Cristopher Sanchez was scheduled to pitch Friday in the opener of a three-game home series against the Cleveland Guardians, arriving on a run that included a career-high 13 strikeouts in a shutout of the Pittsburgh Pirates and 29 2/3 consecutive innings without allowing a run.
Sanchez is 5-2 with a 1.82 ERA this season and finished last year as the runner-up in National League Cy Young Award voting after going 13-5 with a 2.50 ERA in 2025 — credentials that frame him as one of the game’s top arms coming into the matchup. Saturday’s shutout was Sanchez’s third straight scoreless appearance; he struck out 13 in that game and, on the month, had issued one walk while striking out 30.
“I’m proud of myself, but at the same time, I try to keep my feet on the ground,” Sanchez said. “Keep it going, keep getting better, keep working. The same.” That steadiness underpins what the home club hopes will be a statement start in a week that left the Phillies split after a sweep in Cincinnati: Philadelphia won the series opener against Cincinnati before dropping the next two games 4-1 and 9-4.
Context sharpens the stakes. The Guardians arrived in Philadelphia having won nine of their past 10 games and fresh off a sweep in Detroit in which they held the Tigers to eight runs over four games. Cleveland came into Philadelphia looking to extend its winning streak to seven games; Joey Cantillo helped fuel the push with 5 2/3 scoreless innings in Cleveland’s 3-1 win on Thursday, a game that featured a home run by Patrick Bailey.

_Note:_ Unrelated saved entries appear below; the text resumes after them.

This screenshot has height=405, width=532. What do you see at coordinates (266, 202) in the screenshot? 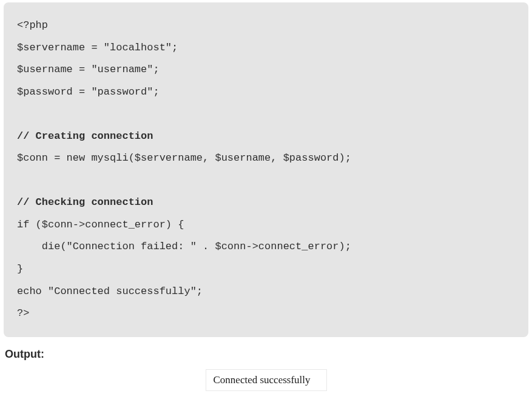
I see `code-line: // Checking connection` at bounding box center [266, 202].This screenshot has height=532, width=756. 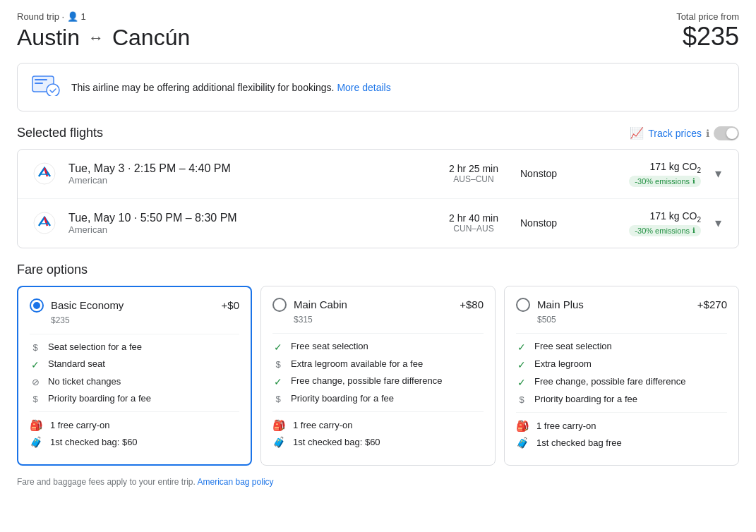 What do you see at coordinates (182, 168) in the screenshot?
I see `flight1-times: 2:15 PM – 4:40 PM` at bounding box center [182, 168].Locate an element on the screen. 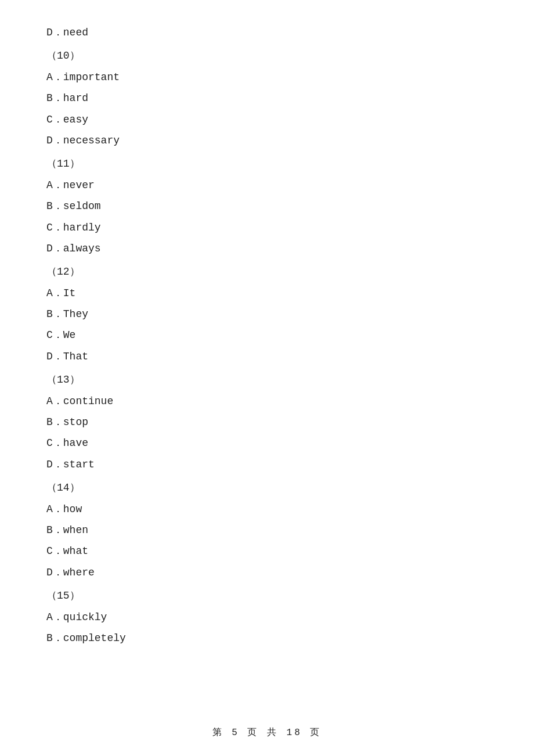  q15-option-a: A．quickly is located at coordinates (267, 617). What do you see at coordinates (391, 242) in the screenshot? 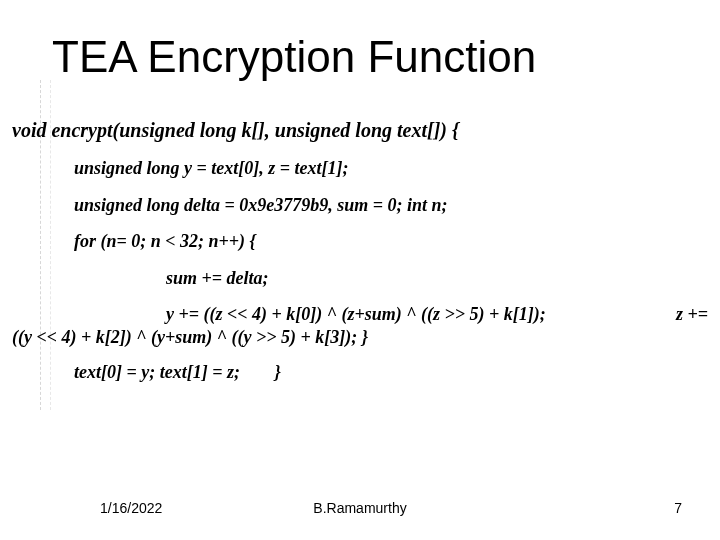
I see `code-for-loop: for (n= 0; n < 32; n++) {` at bounding box center [391, 242].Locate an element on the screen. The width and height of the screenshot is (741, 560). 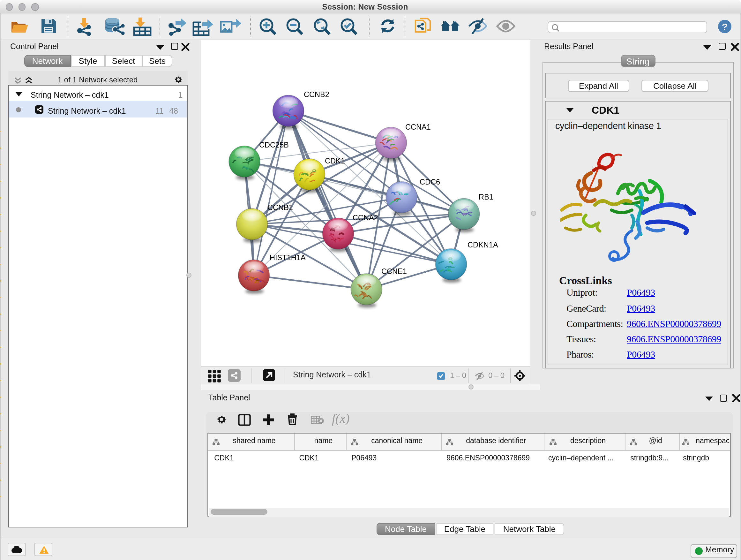
svg-text: CCNA2 is located at coordinates (365, 218). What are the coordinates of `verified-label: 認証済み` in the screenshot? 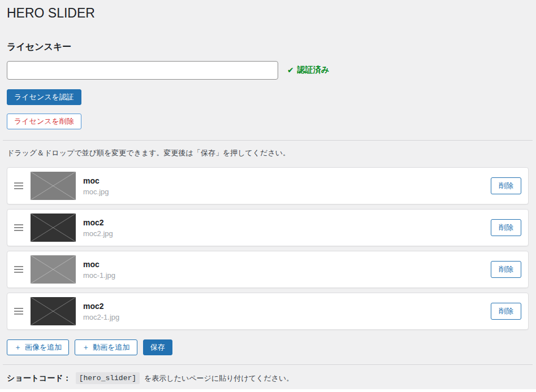 It's located at (313, 70).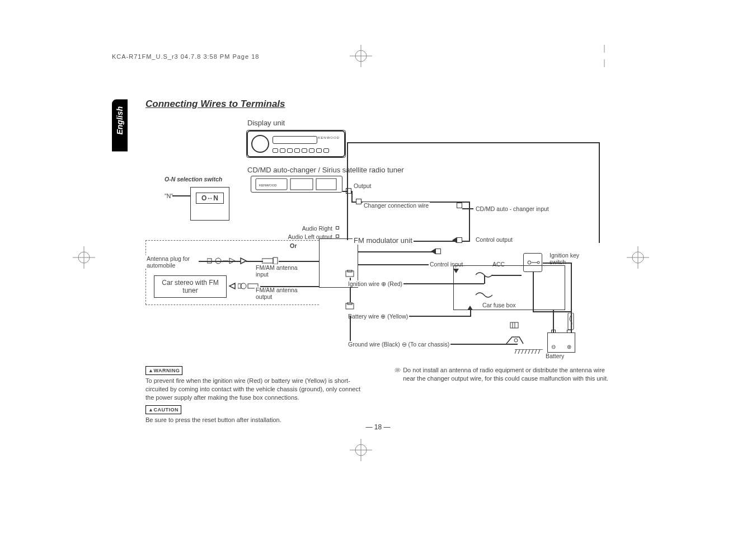 The width and height of the screenshot is (756, 534). I want to click on notes-section: ▲WARNING To prevent fire when the igniti…, so click(378, 395).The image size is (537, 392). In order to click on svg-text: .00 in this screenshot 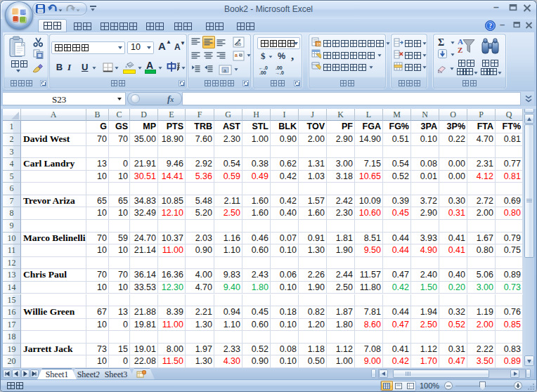, I will do `click(263, 73)`.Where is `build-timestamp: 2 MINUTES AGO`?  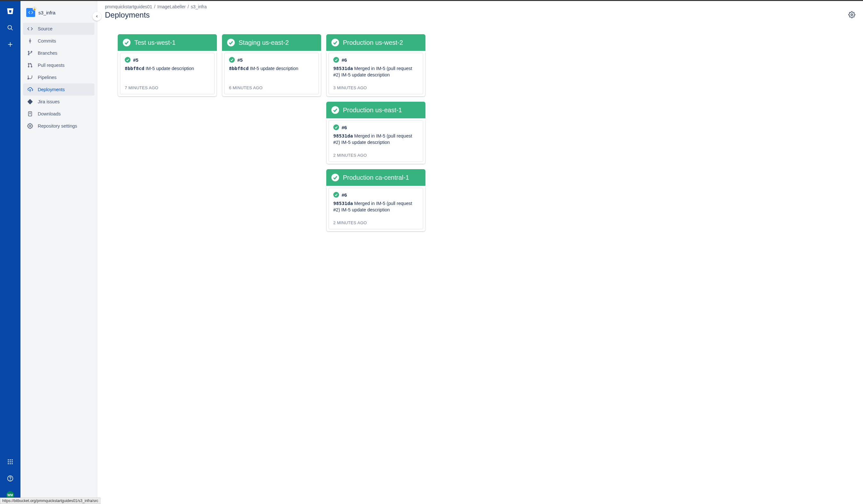
build-timestamp: 2 MINUTES AGO is located at coordinates (376, 152).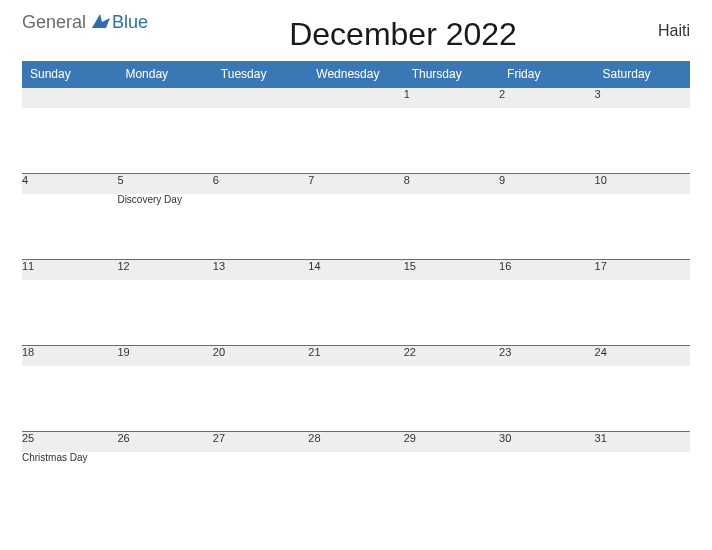  Describe the element at coordinates (356, 184) in the screenshot. I see `day-number-cell: 7` at that location.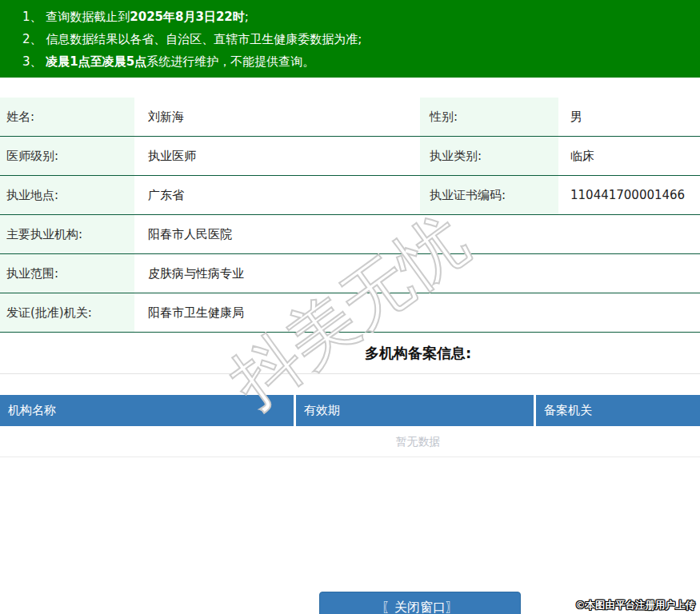 This screenshot has height=614, width=700. What do you see at coordinates (350, 441) in the screenshot?
I see `no-data-row: 暂无数据` at bounding box center [350, 441].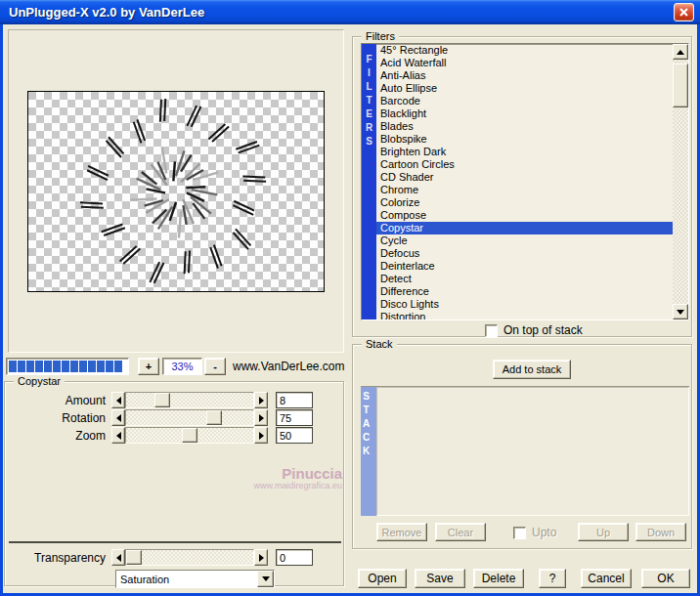 The width and height of the screenshot is (700, 596). I want to click on filter-list-item: Colorize, so click(524, 203).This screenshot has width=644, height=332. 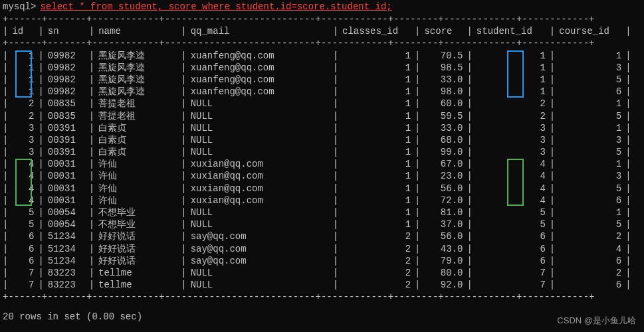 I want to click on cell-student-id: 5, so click(x=511, y=212).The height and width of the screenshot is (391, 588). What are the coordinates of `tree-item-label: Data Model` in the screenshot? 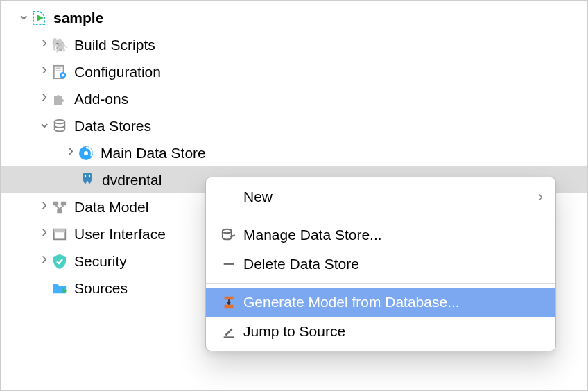 It's located at (111, 207).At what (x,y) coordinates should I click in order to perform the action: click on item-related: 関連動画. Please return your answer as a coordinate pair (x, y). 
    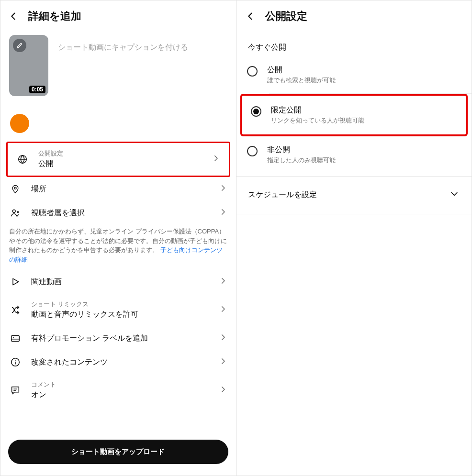
    Looking at the image, I should click on (118, 282).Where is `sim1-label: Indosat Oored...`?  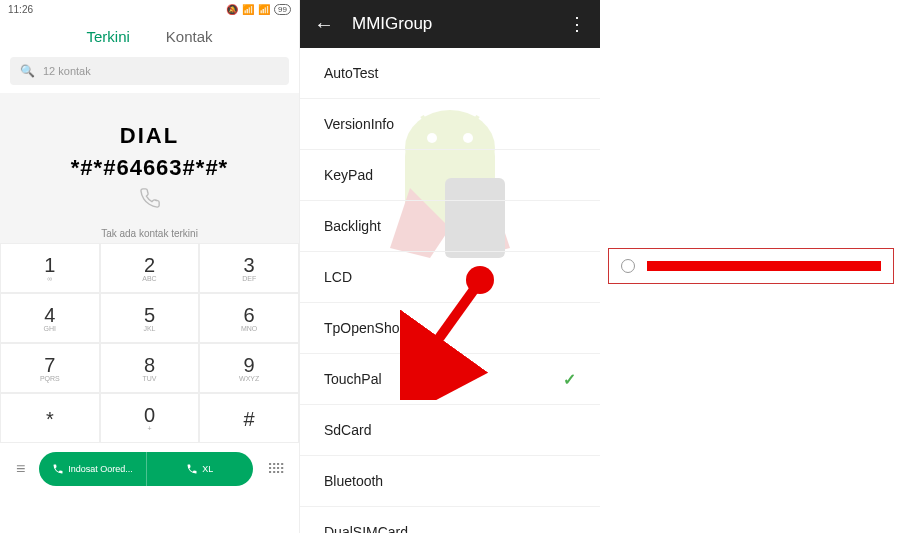 sim1-label: Indosat Oored... is located at coordinates (100, 469).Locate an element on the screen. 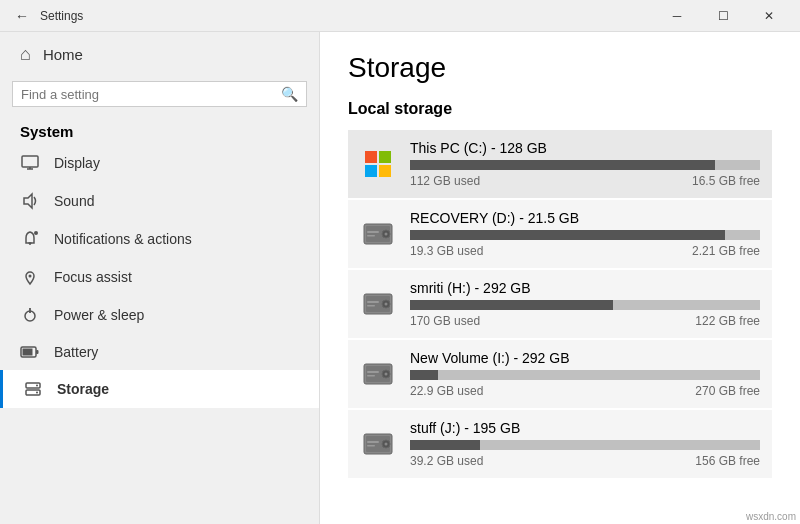 This screenshot has width=800, height=524. sidebar-item-storage: Storage is located at coordinates (160, 389).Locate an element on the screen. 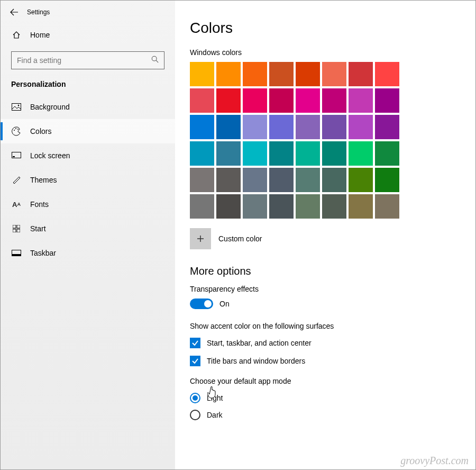 The image size is (476, 470). sidebar-item-label: Fonts is located at coordinates (39, 204).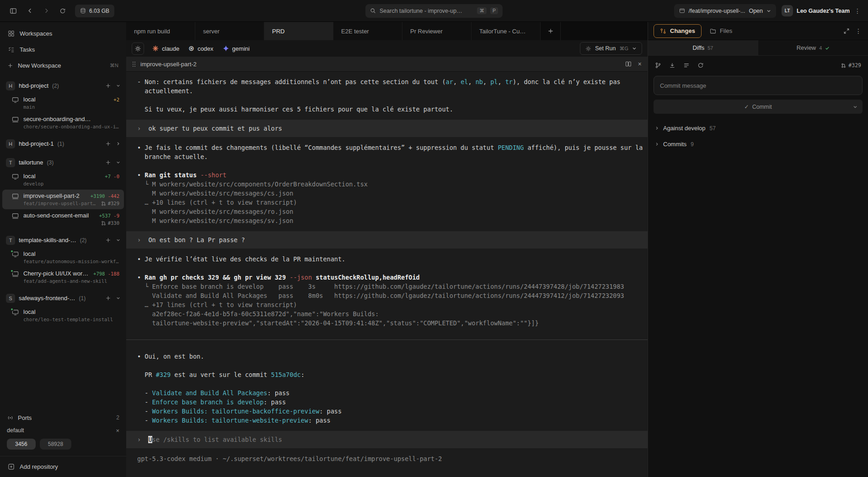 This screenshot has height=477, width=868. Describe the element at coordinates (63, 86) in the screenshot. I see `repo-group-header: Hhbd-project(2)` at that location.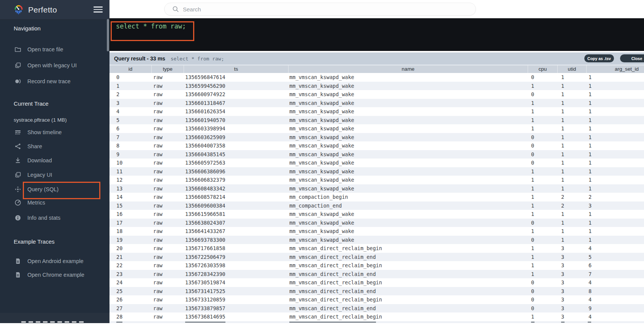 The image size is (644, 333). I want to click on clipped-table-row, so click(377, 322).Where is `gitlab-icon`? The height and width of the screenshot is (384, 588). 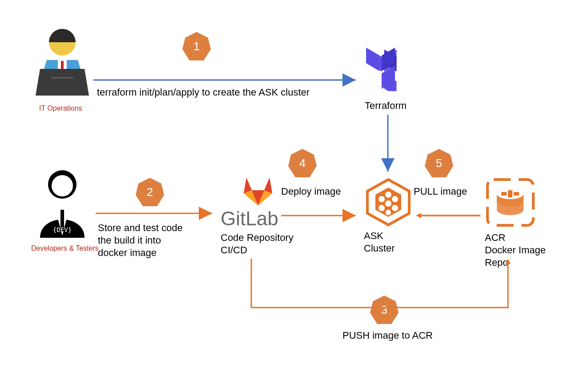
gitlab-icon is located at coordinates (258, 191).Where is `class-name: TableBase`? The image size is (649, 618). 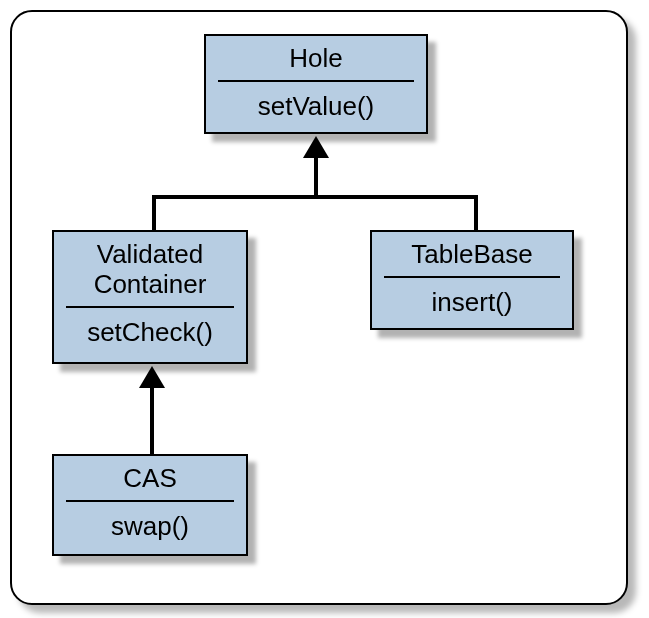 class-name: TableBase is located at coordinates (472, 254).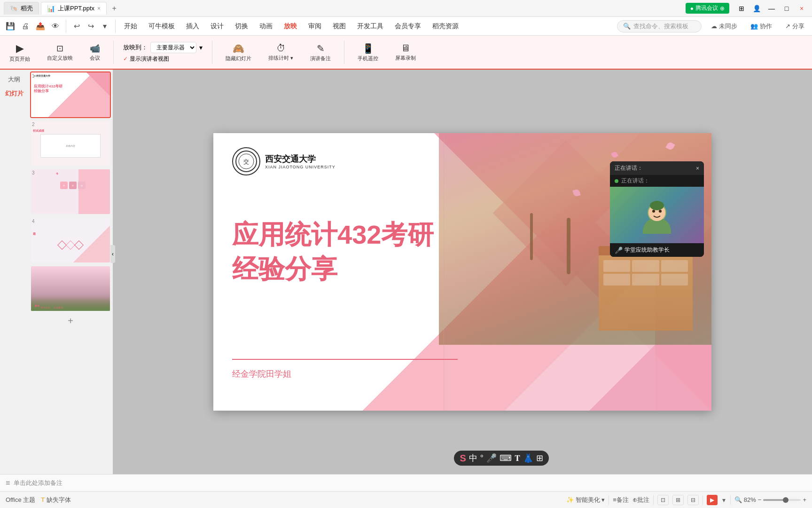 This screenshot has width=812, height=508. What do you see at coordinates (70, 321) in the screenshot?
I see `add-slide-button: +` at bounding box center [70, 321].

Gavin Williams, a frequent starter in Cleveland’s rotation, is 6-3 with a 3.67 ERA. He allowed two runs in six innings against the Cincinnati Reds on Sunday after giving up five runs in six innings in each of his first two starts in May, and he has started twice against Philadelphia in his career with a 1-0 record and a 1.00 ERA. Sanchez’s only prior outing against Cleveland came in 2024, when he gave up three runs in six innings — a reminder that even dominant stretches have moments of vulnerability.
The tension is straightforward: Sanchez has been untouchable over his last three appearances, but the Guardians are scalding hot and Cleveland’s pitching staff has enough recent form to suggest the matchup won’t be easy. Stephen Vogt put it simply after a recent Cleveland win: "After a couple of emotional wins back to back, it could be easy to show up today on your heels," he said. "But our guys came out ready to rock." Joey Cantillo echoed the clubhouse mood: "Everyone’s just doing their part and kind of feeding off each other."
Philadelphia manager Don Mattingly downplayed alarm after the team’s recent losses, saying, "We’re fine," and adding, "You’re not going to win every day. I mean, I plan on winning every day, but that’s not going to happen." That pragmatic line frames the series as less about panic than about how the club rides or arrests momentum heading into a stretch of divisional and interleague matchups.
For Sanchez, the immediate question is whether he can carry a nearly 30-inning run of dominance into a game against a Cleveland lineup engineered to feed off recent success. Gavin Williams has acknowledged areas to clean up — "I know I’ve got to clean some things up in the delivery," he said, and, "Metrically, the pitches aren’t where I want them to be. So I’m going to take a little dive into that and see what I can do." The answer to those parallel storylines — a pitcher working to maintain elite form and an opponent on a hot streak — will decide not just Friday’s game but the tenor of a three-game set that feels, for both clubs, like a turning point.